Currently, we consider region subtyping a failure
if a skolemized lifetime is relatable to any
other lifetime in any way at all. But a more precise
formulation is to say that a skolemized lifetime:
- must not have any *incoming* edges in the region graph
- only has *outgoing* edges to nodes that are `'static`
To enforce the latter requirement, we add edges from `'static -> 'x` for
each lifetime '`x' reachable from a skolemized region.
We now have to add a new `pop_skolemized` routine to do cleanup.
Whereas before if there were *any* edges relating to a skolemized
region, we would return `Err` and hence rollback the transaction, we now
tolerate some edges and return `Ok`. Therefore, the `pop_skolemized`
routine runs and cleans up those edges.
print enum variant fields in docs
Right now we are repeating enum variants at the top, because the fields aren't shown with the actual docs. It's very annoying to have to scroll up and down to have both docs and field info. For struct variants we already list the fields.
enum docs look like this after this PR:
![screenshot from 2016-05-25 14-02-42](https://cloud.githubusercontent.com/assets/332036/15539231/84b018cc-2281-11e6-9666-1063655931f4.png)
There are degenerate cases for enum tuple variants with lots of fields:
![screenshot from 2016-05-25 14-01-00](https://cloud.githubusercontent.com/assets/332036/15539260/91e537ca-2281-11e6-8bf1-a3d6b2e78f65.png)

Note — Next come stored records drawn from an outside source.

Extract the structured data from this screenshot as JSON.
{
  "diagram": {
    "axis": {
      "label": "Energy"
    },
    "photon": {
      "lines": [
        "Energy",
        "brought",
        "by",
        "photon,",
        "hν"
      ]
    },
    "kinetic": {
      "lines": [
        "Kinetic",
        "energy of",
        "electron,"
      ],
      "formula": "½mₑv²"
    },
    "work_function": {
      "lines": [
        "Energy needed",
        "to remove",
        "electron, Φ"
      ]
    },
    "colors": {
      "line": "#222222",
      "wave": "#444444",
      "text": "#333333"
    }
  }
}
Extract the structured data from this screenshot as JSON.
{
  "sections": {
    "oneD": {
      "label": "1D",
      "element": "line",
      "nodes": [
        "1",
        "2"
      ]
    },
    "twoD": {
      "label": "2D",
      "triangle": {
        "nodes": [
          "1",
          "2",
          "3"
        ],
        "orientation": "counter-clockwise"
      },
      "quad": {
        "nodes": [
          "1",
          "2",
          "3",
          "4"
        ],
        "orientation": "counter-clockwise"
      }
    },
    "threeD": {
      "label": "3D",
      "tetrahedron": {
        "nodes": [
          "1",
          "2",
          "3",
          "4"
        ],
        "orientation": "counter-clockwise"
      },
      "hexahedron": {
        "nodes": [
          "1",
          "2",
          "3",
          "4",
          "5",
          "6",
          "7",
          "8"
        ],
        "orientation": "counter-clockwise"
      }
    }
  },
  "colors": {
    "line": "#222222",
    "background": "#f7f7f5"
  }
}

I was thinking that we could move the docs below the variant (slightly indented) or list the variant fields vertically instead of horizontally
r? @steveklabnik
Added examples/docs to split in str.rs
Added documentation clarifying the behavior of split when used with the empty string and contiguous separators. Addresses issue [33882](https://github.com/rust-lang/rust/issues/33882). This is my first time contributing to rust, so forgive me if I'm skipping any of the contribution steps.
Fixes#33882
Separate bindings from other patterns in HIR
Now when name resolution is done on AST, we can avoid dumping everything that looks like an identifier into `PatKind::Ident` in HIR.

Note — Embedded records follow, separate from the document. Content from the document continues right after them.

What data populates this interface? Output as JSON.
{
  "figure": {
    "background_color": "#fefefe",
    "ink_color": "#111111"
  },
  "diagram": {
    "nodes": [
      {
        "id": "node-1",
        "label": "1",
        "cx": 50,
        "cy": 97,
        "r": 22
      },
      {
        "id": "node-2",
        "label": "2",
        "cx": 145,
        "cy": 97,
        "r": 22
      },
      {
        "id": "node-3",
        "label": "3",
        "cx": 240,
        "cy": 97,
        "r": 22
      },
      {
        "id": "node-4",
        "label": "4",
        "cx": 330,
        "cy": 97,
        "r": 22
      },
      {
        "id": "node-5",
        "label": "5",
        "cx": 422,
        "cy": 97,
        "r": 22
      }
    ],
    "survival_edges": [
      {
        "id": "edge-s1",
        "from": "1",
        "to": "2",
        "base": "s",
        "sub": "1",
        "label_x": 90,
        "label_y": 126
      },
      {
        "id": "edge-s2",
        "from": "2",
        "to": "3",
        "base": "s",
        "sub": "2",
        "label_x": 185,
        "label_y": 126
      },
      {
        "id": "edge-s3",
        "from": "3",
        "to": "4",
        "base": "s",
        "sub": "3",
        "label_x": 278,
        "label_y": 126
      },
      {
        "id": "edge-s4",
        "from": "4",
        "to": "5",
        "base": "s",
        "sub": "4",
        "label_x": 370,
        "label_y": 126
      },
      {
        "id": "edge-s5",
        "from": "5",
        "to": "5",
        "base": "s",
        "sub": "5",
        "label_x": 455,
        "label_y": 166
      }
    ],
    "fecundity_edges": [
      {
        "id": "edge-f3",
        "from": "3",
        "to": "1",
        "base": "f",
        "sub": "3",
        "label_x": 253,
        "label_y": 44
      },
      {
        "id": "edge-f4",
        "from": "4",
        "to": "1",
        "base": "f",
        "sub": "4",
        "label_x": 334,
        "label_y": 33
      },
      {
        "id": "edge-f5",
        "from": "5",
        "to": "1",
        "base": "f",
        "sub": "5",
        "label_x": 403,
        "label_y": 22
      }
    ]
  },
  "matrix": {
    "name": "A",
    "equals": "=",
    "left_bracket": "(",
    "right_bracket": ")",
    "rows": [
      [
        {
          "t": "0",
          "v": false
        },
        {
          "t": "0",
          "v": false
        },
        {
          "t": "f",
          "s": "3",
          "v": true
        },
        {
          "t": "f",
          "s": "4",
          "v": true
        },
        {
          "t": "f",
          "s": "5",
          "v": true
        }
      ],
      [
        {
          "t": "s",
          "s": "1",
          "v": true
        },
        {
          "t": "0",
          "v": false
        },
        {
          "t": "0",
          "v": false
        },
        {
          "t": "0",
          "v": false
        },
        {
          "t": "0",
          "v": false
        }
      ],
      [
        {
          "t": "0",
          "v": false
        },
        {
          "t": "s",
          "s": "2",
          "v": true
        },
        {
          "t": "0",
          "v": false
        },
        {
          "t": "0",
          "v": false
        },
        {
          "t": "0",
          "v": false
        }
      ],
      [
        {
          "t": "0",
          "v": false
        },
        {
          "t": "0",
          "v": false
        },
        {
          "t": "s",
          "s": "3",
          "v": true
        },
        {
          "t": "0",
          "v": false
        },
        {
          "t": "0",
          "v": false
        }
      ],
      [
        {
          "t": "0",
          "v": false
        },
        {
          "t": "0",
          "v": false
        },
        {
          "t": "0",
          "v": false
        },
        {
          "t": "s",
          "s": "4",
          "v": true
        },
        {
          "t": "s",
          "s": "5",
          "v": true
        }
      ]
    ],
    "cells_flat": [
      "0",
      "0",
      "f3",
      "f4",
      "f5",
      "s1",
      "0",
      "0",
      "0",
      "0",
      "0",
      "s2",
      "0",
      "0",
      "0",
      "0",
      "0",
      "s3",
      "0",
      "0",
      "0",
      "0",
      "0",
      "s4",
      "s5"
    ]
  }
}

`hir::PatKind::Ident` is removed, fresh bindings are now called `hir::PatKind::Binding`, everything else goes to `hir::PatKind::Path`.
I intend to do something with `PatKind::Path`/`PatKind::QPath` as well using resolution results, but it requires some audit and maybe some deeper refactoring of relevant resolution/type checking code to do it properly.

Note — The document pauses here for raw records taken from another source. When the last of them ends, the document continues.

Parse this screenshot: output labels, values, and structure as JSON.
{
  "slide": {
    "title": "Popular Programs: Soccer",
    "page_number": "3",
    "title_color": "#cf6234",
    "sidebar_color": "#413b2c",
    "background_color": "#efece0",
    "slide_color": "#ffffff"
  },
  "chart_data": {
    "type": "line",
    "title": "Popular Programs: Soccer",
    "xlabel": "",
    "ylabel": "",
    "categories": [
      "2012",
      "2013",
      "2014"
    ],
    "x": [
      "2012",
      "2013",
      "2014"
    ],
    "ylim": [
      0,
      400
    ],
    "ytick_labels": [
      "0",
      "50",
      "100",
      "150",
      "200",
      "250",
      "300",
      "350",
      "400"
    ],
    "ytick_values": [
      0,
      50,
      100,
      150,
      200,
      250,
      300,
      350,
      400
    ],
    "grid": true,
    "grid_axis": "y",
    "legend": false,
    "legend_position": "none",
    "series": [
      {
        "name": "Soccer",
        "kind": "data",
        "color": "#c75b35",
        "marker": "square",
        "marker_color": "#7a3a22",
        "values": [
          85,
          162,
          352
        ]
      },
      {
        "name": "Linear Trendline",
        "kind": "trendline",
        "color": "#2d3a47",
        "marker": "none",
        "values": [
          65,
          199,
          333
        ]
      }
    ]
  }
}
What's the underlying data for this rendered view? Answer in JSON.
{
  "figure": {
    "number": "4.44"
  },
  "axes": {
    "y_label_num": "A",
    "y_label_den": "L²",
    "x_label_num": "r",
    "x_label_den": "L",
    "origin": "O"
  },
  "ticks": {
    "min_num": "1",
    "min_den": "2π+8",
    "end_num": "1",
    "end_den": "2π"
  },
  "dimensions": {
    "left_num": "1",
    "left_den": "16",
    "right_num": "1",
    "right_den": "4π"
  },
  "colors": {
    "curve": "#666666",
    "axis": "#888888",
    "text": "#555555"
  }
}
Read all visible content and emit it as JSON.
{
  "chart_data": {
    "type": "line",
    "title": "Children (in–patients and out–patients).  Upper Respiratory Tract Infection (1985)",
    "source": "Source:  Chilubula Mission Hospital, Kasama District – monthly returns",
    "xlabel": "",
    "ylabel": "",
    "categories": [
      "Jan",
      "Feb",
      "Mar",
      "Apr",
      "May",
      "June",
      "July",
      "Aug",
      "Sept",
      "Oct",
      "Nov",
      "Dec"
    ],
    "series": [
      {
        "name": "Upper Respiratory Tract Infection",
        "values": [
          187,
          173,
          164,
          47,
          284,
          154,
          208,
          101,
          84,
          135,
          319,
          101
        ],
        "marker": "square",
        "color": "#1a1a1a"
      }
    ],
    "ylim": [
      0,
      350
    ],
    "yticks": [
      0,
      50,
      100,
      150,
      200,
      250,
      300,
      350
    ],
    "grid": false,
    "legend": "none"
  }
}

I'm submitting this part of the patch earlier to notify interested parties that I'm working on this.
cc @jseyfried
r? @eddyb
antlr grammar verification script now compiles under latest nightly
This is kind of a moving target, since none of libsyntax is stable, but at least this compiles for the time being.
save-analysis: be a bit more defensive with field sub-expressions
Prevents an ice with `(...).f` since the sub-expression is in the AST but not the HIR.
We could actually do better in this specific case, but it doesn't seem worth it.
Prevent overflows by increasing ring buffer size
Please note that this change is just done to prevent
issues as currently seen by syntex_syntax in future.
See https://github.com/serde-rs/syntex/pull/47 for details.
As shown in https://github.com/serde-rs/syntex/issues/33,
complex code can easily overflow the ring-buffer and
cause an assertion error.
test: Use `set sysroot` for more NDK compatibility
Recent versions of the Android NDK no longer ship debuggers like
`arm-linux-androideabi-gdb`, but instead one prebuilt binary `gdb`. We can
symlink this into place at least to get our detection still working, but it now
needs to be told what the sysroot is so it can correctly do... something. Long
story short, tests didn't pass with this change and after this change they pass.